Limitations & Evidence Gaps

Methodological Limitations

  • Single reviewer (AI-assisted) — no independent dual-reviewer verification
  • PubMed-centric search — EMBASE, Scopus, and Chinese databases not systematically searched
  • Publication bias — negative results less likely published
  • SOKC is extremely rare — most evidence from case reports/series (low GRADE)

Evidence Gaps

  • No RCTs exist for OKC treatment — all evidence from observational studies
  • No head-to-head trials of 5-FU vs Carnoy’s vs peripheral ostectomy
  • SOKC-specific treatment outcomes — essentially no data; extrapolated from multilocular OKC studies
  • Long-term (>10 year) outcomes of 5-FU adjunct therapy — follow-up data immature
  • Malignant transformation risk — incidence data based on case reports, not population studies
  • SHH inhibitors for OKC — no OKC-specific trials; only anecdotal use in NBCCS

Future Research Needs

  1. Multi-center registry for SOKC/KA cases with standardized treatment and follow-up
  2. RCT comparing 5-FU vs modified Carnoy’s for recurrence prevention
  3. Molecular profiling to identify which OKCs progress to SOKC phenotype
  4. SHH inhibitor trials for syndromic multiple/recurrent OKCs
  5. Prospective validation of AI-based preoperative diagnosis in surgical decision-making

Disclosures

Researcher: Liming Gou (苟黎明) — Oral and Maxillofacial Surgeon, Stomatological Hospital of Chongqing Medical University. No conflicts of interest.

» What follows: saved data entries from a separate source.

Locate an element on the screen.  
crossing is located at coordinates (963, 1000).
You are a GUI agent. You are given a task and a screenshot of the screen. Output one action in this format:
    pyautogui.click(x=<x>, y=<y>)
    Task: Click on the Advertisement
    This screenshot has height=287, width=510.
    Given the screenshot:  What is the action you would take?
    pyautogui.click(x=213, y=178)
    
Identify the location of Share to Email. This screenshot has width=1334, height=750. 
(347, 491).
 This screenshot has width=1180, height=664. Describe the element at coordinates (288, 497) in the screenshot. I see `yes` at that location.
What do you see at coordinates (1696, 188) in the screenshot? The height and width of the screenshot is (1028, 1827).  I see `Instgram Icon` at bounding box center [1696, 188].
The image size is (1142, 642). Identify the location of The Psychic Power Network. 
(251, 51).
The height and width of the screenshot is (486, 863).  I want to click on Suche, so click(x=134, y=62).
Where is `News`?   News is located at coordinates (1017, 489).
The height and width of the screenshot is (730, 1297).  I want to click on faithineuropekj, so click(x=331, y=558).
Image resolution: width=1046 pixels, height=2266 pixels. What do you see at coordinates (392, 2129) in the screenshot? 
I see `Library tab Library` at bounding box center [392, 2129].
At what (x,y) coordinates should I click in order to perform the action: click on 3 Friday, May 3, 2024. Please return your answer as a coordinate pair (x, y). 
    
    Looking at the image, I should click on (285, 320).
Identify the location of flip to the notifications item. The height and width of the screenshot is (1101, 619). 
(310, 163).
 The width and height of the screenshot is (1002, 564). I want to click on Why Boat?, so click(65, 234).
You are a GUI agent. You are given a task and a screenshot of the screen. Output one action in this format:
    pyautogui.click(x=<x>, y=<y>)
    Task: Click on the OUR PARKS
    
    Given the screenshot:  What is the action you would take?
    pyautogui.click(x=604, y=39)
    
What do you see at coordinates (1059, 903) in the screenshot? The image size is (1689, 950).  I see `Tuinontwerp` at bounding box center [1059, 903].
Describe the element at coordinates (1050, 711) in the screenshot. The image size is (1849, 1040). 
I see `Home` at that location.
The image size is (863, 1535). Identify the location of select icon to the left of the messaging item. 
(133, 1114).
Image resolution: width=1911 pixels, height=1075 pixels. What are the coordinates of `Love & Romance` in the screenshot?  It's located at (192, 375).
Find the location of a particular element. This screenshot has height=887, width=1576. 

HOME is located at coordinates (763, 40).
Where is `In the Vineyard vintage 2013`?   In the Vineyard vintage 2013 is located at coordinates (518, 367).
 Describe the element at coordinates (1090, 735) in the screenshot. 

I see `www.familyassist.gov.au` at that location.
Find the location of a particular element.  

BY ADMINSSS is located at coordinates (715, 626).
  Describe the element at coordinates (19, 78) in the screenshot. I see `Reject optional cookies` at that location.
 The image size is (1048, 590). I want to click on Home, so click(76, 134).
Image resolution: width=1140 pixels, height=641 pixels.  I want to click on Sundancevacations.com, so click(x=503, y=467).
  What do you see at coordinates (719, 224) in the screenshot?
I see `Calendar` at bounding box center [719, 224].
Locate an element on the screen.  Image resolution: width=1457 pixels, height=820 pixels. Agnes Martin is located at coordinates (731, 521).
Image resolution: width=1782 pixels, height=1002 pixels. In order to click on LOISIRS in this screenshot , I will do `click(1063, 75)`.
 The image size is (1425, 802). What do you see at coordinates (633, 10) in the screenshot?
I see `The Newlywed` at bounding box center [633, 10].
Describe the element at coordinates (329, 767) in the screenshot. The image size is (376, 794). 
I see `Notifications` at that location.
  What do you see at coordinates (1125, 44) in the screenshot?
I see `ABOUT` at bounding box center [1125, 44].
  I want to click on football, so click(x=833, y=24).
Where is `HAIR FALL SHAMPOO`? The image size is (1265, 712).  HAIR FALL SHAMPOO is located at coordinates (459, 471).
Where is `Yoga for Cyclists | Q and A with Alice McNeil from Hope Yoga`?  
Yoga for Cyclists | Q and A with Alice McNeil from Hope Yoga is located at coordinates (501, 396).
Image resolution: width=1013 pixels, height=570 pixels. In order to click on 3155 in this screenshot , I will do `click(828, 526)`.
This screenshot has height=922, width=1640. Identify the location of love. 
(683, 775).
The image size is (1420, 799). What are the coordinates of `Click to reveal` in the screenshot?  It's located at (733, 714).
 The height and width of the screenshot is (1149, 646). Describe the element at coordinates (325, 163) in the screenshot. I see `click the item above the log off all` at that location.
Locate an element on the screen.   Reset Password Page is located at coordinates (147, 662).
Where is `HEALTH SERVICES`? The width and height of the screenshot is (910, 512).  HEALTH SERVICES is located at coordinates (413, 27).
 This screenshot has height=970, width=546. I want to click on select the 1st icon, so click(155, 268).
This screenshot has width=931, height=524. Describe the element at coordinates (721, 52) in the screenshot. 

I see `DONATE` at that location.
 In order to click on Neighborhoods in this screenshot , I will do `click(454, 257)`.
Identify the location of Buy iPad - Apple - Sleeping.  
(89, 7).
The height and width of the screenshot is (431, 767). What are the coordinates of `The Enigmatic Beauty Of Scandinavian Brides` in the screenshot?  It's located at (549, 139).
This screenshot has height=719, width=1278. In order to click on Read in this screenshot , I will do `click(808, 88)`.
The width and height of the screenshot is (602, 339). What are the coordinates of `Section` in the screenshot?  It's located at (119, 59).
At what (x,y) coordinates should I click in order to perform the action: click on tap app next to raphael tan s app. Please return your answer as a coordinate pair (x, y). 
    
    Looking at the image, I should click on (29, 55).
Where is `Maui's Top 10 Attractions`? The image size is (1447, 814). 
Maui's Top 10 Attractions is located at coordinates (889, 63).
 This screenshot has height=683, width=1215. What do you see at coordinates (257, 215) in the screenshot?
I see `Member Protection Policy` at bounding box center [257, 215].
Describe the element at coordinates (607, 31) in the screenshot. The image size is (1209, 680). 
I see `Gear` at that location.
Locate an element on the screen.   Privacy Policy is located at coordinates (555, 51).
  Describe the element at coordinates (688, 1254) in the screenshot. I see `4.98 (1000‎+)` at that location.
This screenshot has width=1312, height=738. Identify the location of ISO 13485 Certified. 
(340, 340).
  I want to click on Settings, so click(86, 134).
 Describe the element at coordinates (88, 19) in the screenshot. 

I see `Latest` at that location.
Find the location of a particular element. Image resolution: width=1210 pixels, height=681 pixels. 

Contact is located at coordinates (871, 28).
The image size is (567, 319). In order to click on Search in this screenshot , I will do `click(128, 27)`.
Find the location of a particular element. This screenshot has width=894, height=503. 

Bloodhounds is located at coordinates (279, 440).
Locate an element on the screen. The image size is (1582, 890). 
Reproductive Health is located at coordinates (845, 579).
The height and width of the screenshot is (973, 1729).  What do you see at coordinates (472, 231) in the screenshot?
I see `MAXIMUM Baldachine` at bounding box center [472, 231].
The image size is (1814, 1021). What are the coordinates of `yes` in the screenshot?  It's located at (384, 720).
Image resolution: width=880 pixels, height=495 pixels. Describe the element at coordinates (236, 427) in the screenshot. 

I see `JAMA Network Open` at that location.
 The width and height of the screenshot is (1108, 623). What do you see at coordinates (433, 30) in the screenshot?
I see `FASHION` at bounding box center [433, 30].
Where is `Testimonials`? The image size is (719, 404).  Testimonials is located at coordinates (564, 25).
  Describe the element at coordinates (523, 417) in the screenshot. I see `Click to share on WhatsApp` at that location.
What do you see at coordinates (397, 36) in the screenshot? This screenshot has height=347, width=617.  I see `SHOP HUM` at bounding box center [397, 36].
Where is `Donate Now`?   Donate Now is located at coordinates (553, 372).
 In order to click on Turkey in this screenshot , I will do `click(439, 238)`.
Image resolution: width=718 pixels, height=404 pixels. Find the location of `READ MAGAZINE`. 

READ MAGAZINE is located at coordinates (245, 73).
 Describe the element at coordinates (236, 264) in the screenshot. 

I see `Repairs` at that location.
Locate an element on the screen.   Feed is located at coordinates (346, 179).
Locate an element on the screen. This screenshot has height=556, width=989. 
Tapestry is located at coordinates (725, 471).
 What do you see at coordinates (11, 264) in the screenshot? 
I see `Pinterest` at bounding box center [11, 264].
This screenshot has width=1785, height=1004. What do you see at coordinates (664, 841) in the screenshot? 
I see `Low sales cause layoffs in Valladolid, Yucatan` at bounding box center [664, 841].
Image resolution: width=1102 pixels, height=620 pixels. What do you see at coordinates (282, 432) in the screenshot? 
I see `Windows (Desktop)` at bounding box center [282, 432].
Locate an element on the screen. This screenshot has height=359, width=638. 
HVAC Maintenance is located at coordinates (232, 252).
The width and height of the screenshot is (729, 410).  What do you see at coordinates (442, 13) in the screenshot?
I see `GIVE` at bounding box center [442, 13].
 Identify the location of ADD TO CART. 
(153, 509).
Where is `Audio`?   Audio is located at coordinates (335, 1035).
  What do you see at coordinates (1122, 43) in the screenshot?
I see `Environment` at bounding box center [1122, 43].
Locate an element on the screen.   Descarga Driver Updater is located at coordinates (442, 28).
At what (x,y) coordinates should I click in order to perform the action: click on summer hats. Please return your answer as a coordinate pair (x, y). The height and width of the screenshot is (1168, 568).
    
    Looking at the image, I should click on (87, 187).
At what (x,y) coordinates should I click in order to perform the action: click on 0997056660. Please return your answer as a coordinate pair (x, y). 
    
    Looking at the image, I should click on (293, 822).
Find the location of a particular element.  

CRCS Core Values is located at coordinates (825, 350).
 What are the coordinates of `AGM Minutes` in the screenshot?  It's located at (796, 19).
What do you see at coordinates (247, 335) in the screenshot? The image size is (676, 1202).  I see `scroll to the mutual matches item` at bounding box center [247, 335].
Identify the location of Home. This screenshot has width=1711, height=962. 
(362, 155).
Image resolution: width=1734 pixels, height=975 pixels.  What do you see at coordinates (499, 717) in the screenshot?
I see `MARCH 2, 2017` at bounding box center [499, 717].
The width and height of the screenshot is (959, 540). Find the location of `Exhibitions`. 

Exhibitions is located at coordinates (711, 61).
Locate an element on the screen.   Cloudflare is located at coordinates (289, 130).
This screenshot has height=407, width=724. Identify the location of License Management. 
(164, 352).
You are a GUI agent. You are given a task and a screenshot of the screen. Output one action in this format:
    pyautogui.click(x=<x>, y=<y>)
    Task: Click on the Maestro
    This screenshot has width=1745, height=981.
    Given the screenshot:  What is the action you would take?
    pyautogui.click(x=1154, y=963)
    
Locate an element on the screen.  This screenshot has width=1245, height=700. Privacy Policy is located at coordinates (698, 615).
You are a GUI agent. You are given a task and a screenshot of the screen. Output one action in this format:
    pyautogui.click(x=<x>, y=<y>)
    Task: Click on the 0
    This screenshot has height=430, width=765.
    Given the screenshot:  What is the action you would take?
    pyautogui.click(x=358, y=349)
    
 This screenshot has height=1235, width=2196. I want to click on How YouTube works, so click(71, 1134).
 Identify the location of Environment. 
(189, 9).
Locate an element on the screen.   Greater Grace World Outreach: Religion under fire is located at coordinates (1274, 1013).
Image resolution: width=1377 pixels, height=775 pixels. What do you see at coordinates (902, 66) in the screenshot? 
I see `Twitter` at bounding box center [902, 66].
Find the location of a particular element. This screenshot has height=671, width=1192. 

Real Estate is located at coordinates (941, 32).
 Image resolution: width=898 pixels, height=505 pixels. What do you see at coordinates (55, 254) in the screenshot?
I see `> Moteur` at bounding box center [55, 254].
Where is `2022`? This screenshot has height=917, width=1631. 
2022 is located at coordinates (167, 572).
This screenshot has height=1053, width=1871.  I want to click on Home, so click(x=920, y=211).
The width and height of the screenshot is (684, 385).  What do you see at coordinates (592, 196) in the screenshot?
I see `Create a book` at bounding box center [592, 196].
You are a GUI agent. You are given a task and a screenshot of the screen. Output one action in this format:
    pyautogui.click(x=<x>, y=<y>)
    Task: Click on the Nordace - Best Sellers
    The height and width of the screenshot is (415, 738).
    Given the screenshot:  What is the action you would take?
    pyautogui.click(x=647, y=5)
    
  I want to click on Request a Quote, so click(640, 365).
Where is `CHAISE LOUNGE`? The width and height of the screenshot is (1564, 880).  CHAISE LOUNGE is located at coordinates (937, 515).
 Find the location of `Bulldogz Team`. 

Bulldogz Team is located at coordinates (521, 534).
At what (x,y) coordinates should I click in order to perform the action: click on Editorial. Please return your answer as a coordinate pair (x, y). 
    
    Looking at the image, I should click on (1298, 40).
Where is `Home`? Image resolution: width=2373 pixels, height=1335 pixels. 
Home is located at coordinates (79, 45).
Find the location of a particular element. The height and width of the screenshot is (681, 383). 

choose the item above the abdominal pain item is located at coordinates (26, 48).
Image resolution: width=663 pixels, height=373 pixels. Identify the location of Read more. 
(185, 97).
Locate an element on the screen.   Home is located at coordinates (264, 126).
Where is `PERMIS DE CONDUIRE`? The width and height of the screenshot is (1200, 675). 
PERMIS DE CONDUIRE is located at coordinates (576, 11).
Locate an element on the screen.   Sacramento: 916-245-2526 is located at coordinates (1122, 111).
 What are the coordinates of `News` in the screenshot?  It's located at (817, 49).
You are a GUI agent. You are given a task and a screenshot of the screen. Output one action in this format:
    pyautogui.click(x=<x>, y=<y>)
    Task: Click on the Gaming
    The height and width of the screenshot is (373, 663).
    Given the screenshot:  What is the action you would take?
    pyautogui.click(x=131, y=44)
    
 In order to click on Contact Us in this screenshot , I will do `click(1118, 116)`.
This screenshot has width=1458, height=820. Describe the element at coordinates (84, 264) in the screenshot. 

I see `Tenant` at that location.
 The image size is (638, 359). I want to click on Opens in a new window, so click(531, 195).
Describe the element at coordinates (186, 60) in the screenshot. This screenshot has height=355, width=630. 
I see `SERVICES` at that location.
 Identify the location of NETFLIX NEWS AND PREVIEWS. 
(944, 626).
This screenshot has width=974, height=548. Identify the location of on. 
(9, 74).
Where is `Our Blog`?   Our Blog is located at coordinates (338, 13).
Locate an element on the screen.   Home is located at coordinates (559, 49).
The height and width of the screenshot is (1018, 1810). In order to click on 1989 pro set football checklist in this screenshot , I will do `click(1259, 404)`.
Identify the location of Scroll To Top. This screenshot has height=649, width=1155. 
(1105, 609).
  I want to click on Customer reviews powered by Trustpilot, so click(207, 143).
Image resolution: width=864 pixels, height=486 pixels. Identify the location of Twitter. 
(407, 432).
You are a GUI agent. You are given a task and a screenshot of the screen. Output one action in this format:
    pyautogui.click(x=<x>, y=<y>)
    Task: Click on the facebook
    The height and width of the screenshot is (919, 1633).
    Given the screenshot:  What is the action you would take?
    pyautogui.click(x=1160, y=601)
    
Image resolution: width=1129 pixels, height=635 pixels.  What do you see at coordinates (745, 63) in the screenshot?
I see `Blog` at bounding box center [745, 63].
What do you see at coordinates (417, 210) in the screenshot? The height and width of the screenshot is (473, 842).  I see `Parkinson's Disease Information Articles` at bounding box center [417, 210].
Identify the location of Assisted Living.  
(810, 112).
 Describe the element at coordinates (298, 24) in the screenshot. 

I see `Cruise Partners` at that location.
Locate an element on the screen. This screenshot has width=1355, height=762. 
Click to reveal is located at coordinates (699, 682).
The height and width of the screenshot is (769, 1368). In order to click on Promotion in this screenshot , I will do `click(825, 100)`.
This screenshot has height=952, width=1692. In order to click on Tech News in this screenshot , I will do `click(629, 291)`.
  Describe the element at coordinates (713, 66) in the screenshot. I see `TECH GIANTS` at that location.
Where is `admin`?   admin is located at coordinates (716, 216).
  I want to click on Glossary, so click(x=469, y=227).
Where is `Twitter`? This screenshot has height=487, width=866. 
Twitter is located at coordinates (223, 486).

AI Tool: Hermes (independent AI assistant platform)

  • No conflicts of interest
  • No commercial funding

Funding: None


Version History

Version Date Changes
1.0 2026-05-06 Initial publication

About AI Research Rounds

AI Research Rounds uses AI-assisted literature review to synthesize evidence on clinical questions. We follow systematic methodology with transparent documentation. Powered by Ralph Loop architecture (Geoffrey Huntley) for iterative, fresh-context execution with multi-agent parallelism.